"The absolute condition for friendship is unity in a life-view. If a person has that, he will not be tempted to base his friendship on obscure feelings or on indefinable sympathies. As a consequence, he will not experience these ridiculous shifts, so that one day he has a friend and the next day he does not. He will not fail to appreciate the significance of the indefinable sympathies, because, strictly speaking, a person is certainly not a friend of everyone with whom he shares a life-view but neither does he stop with only the mysteriousness of the sympathies. A true friendship always requires consciousness and is therefore freed from being infatuation. The life-view in which one is united must be a positive view."
Quote Details
Added by wikiquote-import-bot
Unverified quote
0 likes
Original Language: English
Available Languages (1)
Sources
Søren Kierkegaard Either/Or Part II, Hong p. 319 (1843).
https://en.wikiquote.org/wiki/Friendship
Revision History
No revisions have been submitted for this quote.
Categories
Friendship
351 quotes on TrueQuotesView all quotes by Friendship →
Related Quotes
"We twa hae run about the braes, And pu'd the gowans fine."
"I get by with a little help from my friends."
"No friend's a friend till [he shall] prove a friend."

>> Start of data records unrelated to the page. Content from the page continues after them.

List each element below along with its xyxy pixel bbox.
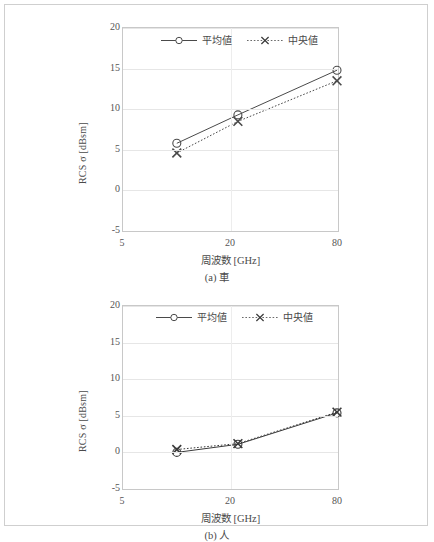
panel-caption-a: (a) 車 xyxy=(5,272,429,284)
x-axis-title-b: 周波数 [GHz] xyxy=(122,513,339,525)
y-tick-label: 0 xyxy=(88,184,120,194)
series-line-median xyxy=(177,81,337,153)
data-point-marker-cross xyxy=(333,76,342,85)
legend-item-mean-a: 平均値 xyxy=(160,35,232,46)
y-axis-title-b: RCS σ [dBsm] xyxy=(77,390,88,452)
data-point-marker-circle xyxy=(173,139,181,147)
y-tick-label: -5 xyxy=(88,225,120,235)
legend-a: 平均値 中央値 xyxy=(160,35,318,46)
gridline-vertical xyxy=(231,306,232,489)
y-axis-ticks-a: 20151050-5 xyxy=(84,27,120,232)
x-axis-title-a: 周波数 [GHz] xyxy=(122,255,339,267)
legend-marker-cross-icon-b xyxy=(241,312,279,323)
panel-caption-b: (b) 人 xyxy=(5,530,429,542)
y-tick-label: 5 xyxy=(88,144,120,154)
plot-box-b xyxy=(122,305,339,490)
legend-label-median-a: 中央値 xyxy=(288,35,318,46)
plot-box-a xyxy=(122,27,339,232)
legend-label-mean-a: 平均値 xyxy=(202,35,232,46)
legend-item-median-b: 中央値 xyxy=(241,312,313,323)
x-tick-label: 80 xyxy=(332,496,342,506)
plot-area-b: 20151050-5 52080 RCS σ [dBsm] 周波数 [GHz] … xyxy=(5,287,429,523)
x-tick-label: 5 xyxy=(120,238,125,248)
x-axis-ticks-a: 52080 xyxy=(122,238,339,252)
x-tick-label: 20 xyxy=(225,496,235,506)
series-line-median xyxy=(177,412,337,449)
gridline-vertical xyxy=(231,28,232,231)
legend-marker-circle-icon-a xyxy=(160,35,198,46)
y-tick-label: 15 xyxy=(88,63,120,73)
series-line-mean xyxy=(177,70,337,143)
y-tick-label: 20 xyxy=(88,300,120,310)
legend-label-median-b: 中央値 xyxy=(283,312,313,323)
y-tick-label: 10 xyxy=(88,373,120,383)
series-line-mean xyxy=(177,413,337,453)
legend-item-median-a: 中央値 xyxy=(246,35,318,46)
legend-marker-circle-icon-b xyxy=(155,312,193,323)
y-tick-label: 10 xyxy=(88,103,120,113)
legend-marker-cross-icon-a xyxy=(246,35,284,46)
y-axis-title-a: RCS σ [dBsm] xyxy=(77,122,88,184)
y-tick-label: -5 xyxy=(88,483,120,493)
legend-label-mean-b: 平均値 xyxy=(197,312,227,323)
y-tick-label: 0 xyxy=(88,446,120,456)
legend-item-mean-b: 平均値 xyxy=(155,312,227,323)
x-axis-ticks-b: 52080 xyxy=(122,496,339,510)
plot-area-a: 20151050-5 52080 RCS σ [dBsm] 周波数 [GHz] … xyxy=(5,9,429,279)
y-tick-label: 15 xyxy=(88,337,120,347)
x-tick-label: 80 xyxy=(332,238,342,248)
x-tick-label: 20 xyxy=(225,238,235,248)
x-tick-label: 5 xyxy=(120,496,125,506)
chart-panel-a: 20151050-5 52080 RCS σ [dBsm] 周波数 [GHz] … xyxy=(5,9,429,279)
y-axis-ticks-b: 20151050-5 xyxy=(84,305,120,490)
data-point-marker-circle xyxy=(333,66,341,74)
y-tick-label: 5 xyxy=(88,410,120,420)
figure-frame: 20151050-5 52080 RCS σ [dBsm] 周波数 [GHz] … xyxy=(4,4,428,526)
chart-panel-b: 20151050-5 52080 RCS σ [dBsm] 周波数 [GHz] … xyxy=(5,287,429,523)
legend-b: 平均値 中央値 xyxy=(155,312,313,323)
y-tick-label: 20 xyxy=(88,22,120,32)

"Pure friendship is something which men of an inferior intellect can never taste."
"For no one, in our long decline, So dusty, spiteful and divided, Had quite such pleasant friends as mine, Or loved th…"
"From quiet homes and first beginning, Out to the undiscovered ends, There's nothing worth the wear of winning, But la…"
"You do retain the song we set, And how it rises, trips and scans? You keep the sacred memory yet, Republicans? Republ…"
"my friend He was quite a dear, but very naughty. He would tell the filthiest jokes right up until the cameras started…"
"We need new friends; some of us are cannibals who have eaten their old friends up; others must have ever-renewed audi…"
"Friendship is not for merriment but for stern reproach when friends go astray."